Opinion - David Shribman

  • AMERICA SLIPS ITS BONDS

    David Shribman - Sat, Jun 15, 2013

    There has never been an American moment quite like Project Mercury.It was one of the great undertakings of American power, one of the great expressions of American ingenuity, one of the great successes of American engineering, one of the great statements of American daring -- and one of the great dividing lines in modern American culture.If you know what Project Mercury was, the passion it prompted … More »AMERICA SLIPS ITS BONDS

  • AS THE WORLD WAR II VETERANS DEPART

    David Shribman - Tue, Jun 4, 2013

    One was the first black person elected to the Senate since Reconstruction. One was a groundbreaking voice for civil rights, another for the environment. One attached his name to a signature tax-cutting measure. One has his picture on the 50-cent piece, another on the $10,000 U.S. Savings Bond, and three are pictured on postage stamps. Eighteen ran for president, and three served in the White House.They … More »AS THE WORLD WAR II VETERANS DEPART

  • LONGING FOR SENATES PAST

    David Shribman - Sat, Jun 1, 2013

    This is how strange contemporary Washington has become: In the Senate -- the less combative branch of congressional Republicanism -- John McCain, the self-proclaimed maverick who once nearly was invited to join a Democratic national ticket, and Susan Collins, the Maine moderate who often sides with Democrats -- are regarded, and sometimes disparaged, as the Republican Old Guard.Of course, this does … More »LONGING FOR SENATES PAST

  • PATIENCE IS A VIRTUE, AND A POLITICAL STRATEGY

    David Shribman - Sat, May 25, 2013

    PORTSMOUTH, N.H. -- Don't be spooked by the dateline. Nothing going on here. Presidential race hasn't started. No cause for worry about debates, delegate counts, stump speeches. Not for a long time, maybe a very long time. Read on without peril.Because this is a column about why the Democratic campaign, and thus maybe the Republican campaign, too, may be delayed indefinitely, why the person at the … More »PATIENCE IS A VIRTUE, AND A POLITICAL STRATEGY

  • CROSSING SACRED LINES

    David Shribman - Sat, May 18, 2013

    You don't have to be a member of the tea party to be outraged over the Internal Revenue Service's special and unwarranted scrutiny of conservative groups. I'm not, and I am.For four decades liberals have nursed hurts over the Nixon administration's use of the IRS to intimidate if not punish its political opponents. The very first item in Article II of the House Judiciary Committee resolution impeaching … More »CROSSING SACRED LINES

  • HELD HOSTAGE BY REAGAN

    David Shribman - Sat, May 11, 2013

    Is the specter haunting today's Republicans ... Ronald Reagan?The 40th president has been dead for nine years.

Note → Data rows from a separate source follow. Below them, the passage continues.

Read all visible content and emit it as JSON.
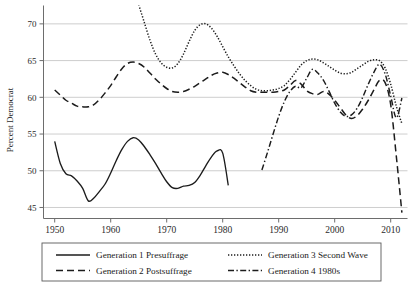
{
  "chart_data": {
    "type": "line",
    "title": "",
    "xlabel": "",
    "ylabel": "Percent Democrat",
    "xlim": [
      1948,
      2013
    ],
    "ylim": [
      43.5,
      72.5
    ],
    "grid": true,
    "legend_position": "below",
    "xticks": [
      1950,
      1960,
      1970,
      1980,
      1990,
      2000,
      2010
    ],
    "yticks": [
      45,
      50,
      55,
      60,
      65,
      70
    ],
    "series": [
      {
        "name": "Generation 1 Presuffrage",
        "style": "solid",
        "x": [
          1950,
          1951,
          1952,
          1953,
          1954,
          1955,
          1956,
          1957,
          1958,
          1959,
          1960,
          1961,
          1962,
          1963,
          1964,
          1965,
          1966,
          1967,
          1968,
          1969,
          1970,
          1971,
          1972,
          1973,
          1974,
          1975,
          1976,
          1977,
          1978,
          1979,
          1980,
          1981
        ],
        "y": [
          54.0,
          51.0,
          49.6,
          49.3,
          48.6,
          47.6,
          45.9,
          46.3,
          47.2,
          48.2,
          49.7,
          51.4,
          52.9,
          54.0,
          54.5,
          54.2,
          53.3,
          52.2,
          51.0,
          49.7,
          48.5,
          47.7,
          47.6,
          47.9,
          48.0,
          48.4,
          49.4,
          50.7,
          51.9,
          52.7,
          52.4,
          48.0
        ]
      },
      {
        "name": "Generation 2 Postsuffrage",
        "style": "dashed",
        "x": [
          1950,
          1951,
          1952,
          1953,
          1954,
          1955,
          1956,
          1957,
          1958,
          1959,
          1960,
          1961,
          1962,
          1963,
          1964,
          1965,
          1966,
          1967,
          1968,
          1969,
          1970,
          1971,
          1972,
          1973,
          1974,
          1975,
          1976,
          1977,
          1978,
          1979,
          1980,
          1981,
          1982,
          1983,
          1984,
          1985,
          1986,
          1987,
          1988,
          1989,
          1990,
          1991,
          1992,
          1993,
          1994,
          1995,
          1996,
          1997,
          1998,
          1999,
          2000,
          2001,
          2002,
          2003,
          2004,
          2005,
          2006,
          2007,
          2008,
          2009,
          2010,
          2011,
          2012
        ],
        "y": [
          61.0,
          60.3,
          59.6,
          59.2,
          58.8,
          58.7,
          58.7,
          59.0,
          59.7,
          60.6,
          61.6,
          62.8,
          63.9,
          64.6,
          64.8,
          64.6,
          64.1,
          63.3,
          62.5,
          61.8,
          61.2,
          60.8,
          60.7,
          60.8,
          61.1,
          61.5,
          62.0,
          62.5,
          63.0,
          63.3,
          63.4,
          63.1,
          62.6,
          62.0,
          61.4,
          60.9,
          60.7,
          60.7,
          60.7,
          60.7,
          60.8,
          61.0,
          61.6,
          62.3,
          61.8,
          60.9,
          60.5,
          60.4,
          60.8,
          60.4,
          59.6,
          58.6,
          57.6,
          57.1,
          57.5,
          58.4,
          59.6,
          61.0,
          62.3,
          62.0,
          59.0,
          52.0,
          44.3
        ]
      },
      {
        "name": "Generation 3 Second Wave",
        "style": "dotted",
        "x": [
          1965,
          1966,
          1967,
          1968,
          1969,
          1970,
          1971,
          1972,
          1973,
          1974,
          1975,
          1976,
          1977,
          1978,
          1979,
          1980,
          1981,
          1982,
          1983,
          1984,
          1985,
          1986,
          1987,
          1988,
          1989,
          1990,
          1991,
          1992,
          1993,
          1994,
          1995,
          1996,
          1997,
          1998,
          1999,
          2000,
          2001,
          2002,
          2003,
          2004,
          2005,
          2006,
          2007,
          2008,
          2009,
          2010,
          2011,
          2012
        ],
        "y": [
          72.6,
          70.2,
          67.8,
          65.9,
          64.7,
          64.1,
          64.0,
          64.6,
          65.9,
          67.6,
          69.1,
          69.9,
          70.0,
          69.4,
          68.3,
          66.9,
          65.5,
          64.3,
          63.2,
          62.3,
          61.6,
          61.1,
          60.9,
          60.9,
          61.0,
          61.2,
          61.6,
          62.4,
          63.4,
          64.4,
          65.0,
          65.2,
          65.1,
          64.7,
          64.2,
          63.7,
          63.3,
          63.2,
          63.4,
          63.9,
          64.4,
          64.9,
          65.1,
          65.0,
          64.0,
          61.8,
          58.8,
          56.4
        ]
      },
      {
        "name": "Generation 4 1980s",
        "style": "dashdot",
        "x": [
          1987,
          1988,
          1989,
          1990,
          1991,
          1992,
          1993,
          1994,
          1995,
          1996,
          1997,
          1998,
          1999,
          2000,
          2001,
          2002,
          2003,
          2004,
          2005,
          2006,
          2007,
          2008,
          2009,
          2010,
          2011,
          2012
        ],
        "y": [
          50.1,
          52.5,
          55.0,
          57.4,
          59.4,
          60.8,
          61.5,
          61.3,
          62.6,
          63.8,
          63.3,
          62.3,
          60.8,
          59.2,
          58.0,
          57.4,
          57.6,
          58.5,
          60.0,
          61.8,
          63.4,
          64.5,
          63.2,
          60.2,
          57.2,
          59.9
        ]
      }
    ]
  },
  "legend": {
    "entries": [
      {
        "label": "Generation 1 Presuffrage",
        "style": "solid"
      },
      {
        "label": "Generation 2 Postsuffrage",
        "style": "dashed"
      },
      {
        "label": "Generation 3 Second Wave",
        "style": "dotted"
      },
      {
        "label": "Generation 4 1980s",
        "style": "dashdot"
      }
    ]
  },
  "axes": {
    "y_title": "Percent Democrat",
    "y_tick_labels": [
      "70",
      "65",
      "60",
      "55",
      "50",
      "45"
    ],
    "x_tick_labels": [
      "1950",
      "1960",
      "1970",
      "1980",
      "1990",
      "2000",
      "2010"
    ]
  }
}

He hasn't been president for a quarter-century. The world he inhabited -- with the Soviets ruling the Kremlin, interest rates hovering in double digits, Michael Jackson performing on glittery stages and Ivan Boesky symbolizing Wall Street -- is gone, every shred of it, and now is studied in … More »HELD HOSTAGE BY REAGAN

  • THE LIMITED POWER OF PRESIDENTS

    David Shribman - Sat, May 4, 2013

    You can hear the huffing from here. It began with the budget battle, reached a cruel crescendo with the gun vote and culminated in the question the president had to field at his press conference last week about whether he'd run out of "juice" to pass his agenda: Barack Obama isn't strong like Richard Nixon. He can't strong-arm like Franklin Roosevelt. He's afraid to pressure like Bill Clinton. No one's … More »THE LIMITED POWER OF PRESIDENTS

  • A GATHERING OF PRESIDENTS

    David Shribman - Sat, Apr 27, 2013

    We needed this past week, with its moments of introspection, its reflections on national purpose, its symbols of national concord. Many of them, of course, occurred in Boston, site of terrorism in 2013. One of them occurred in Dallas, site of tragedy in 1963.The images of what happened in Boston already have been seared into the national psyche. The image of what happened in Dallas Thursday is fresher, … More »A GATHERING OF PRESIDENTS

  • SOCIAL SECURITY, 21ST-CENTURY STYLE

    David Shribman - Sat, Apr 20, 2013

    Can it be that the Democrats are succumbing to the same sorts of intra-party tensions that have bedeviled the Republicans since the November election?Ordinarily it's the party that loses an election that dissolves into factions, with party members hurling intemperate charges against their putative allies, calling into question their colleagues' integrity and questioning their loyalty to long-standing … More »SOCIAL SECURITY, 21ST-CENTURY STYLE

  • FORTY-NINE YEARS, FOUR MONTHS, 25 DAYS

    David Shribman - Sat, Apr 13, 2013

    DALLAS -- Tuesday is a day that will be marked by no one, and yet it is freighted with history.April 16 ties our era with the two landmark assassinations of the modern age, the killing of Archduke Franz Ferdinand in Sarajevo in 1914 and the murder of John F. Kennedy here in Dallas in 1963. Tuesday is an anchor that helps explain our time, giving meaning to our memories, providing perspective for the … More »FORTY-NINE YEARS, FOUR MONTHS, 25 DAYS

  • THE SENATE THAT WAS

    David Shribman - Sat, Apr 6, 2013

    WASHINGTON -- What if they had a Senate race and nobody ran?Not as fanciful as you think. It's only April and already seven lawmakers have announced they won't run again in elections still 18 months away. Almost certainly more will join them. Last year, 10 senators shied away from running.Hardly anyone wants to be in the world's most exclusive club -- it's actually called that, though many describe … More »THE SENATE THAT WAS

  • ON CONNECTIONS, PERHAPS COINCIDENCE?

    David Shribman - Sat, Mar 30, 2013

    In olden times, when people wrote on paper and employed postage stamps, letters created unlikely connections.The most remarkable set of correspondence in American history was surely the letters between John Adams and Thomas Jefferson after the two men left the White House.In England, there were the letters, written sometimes during Cabinet meetings, sometimes three times a day, between H.H. Asquith, … More »ON CONNECTIONS, PERHAPS COINCIDENCE?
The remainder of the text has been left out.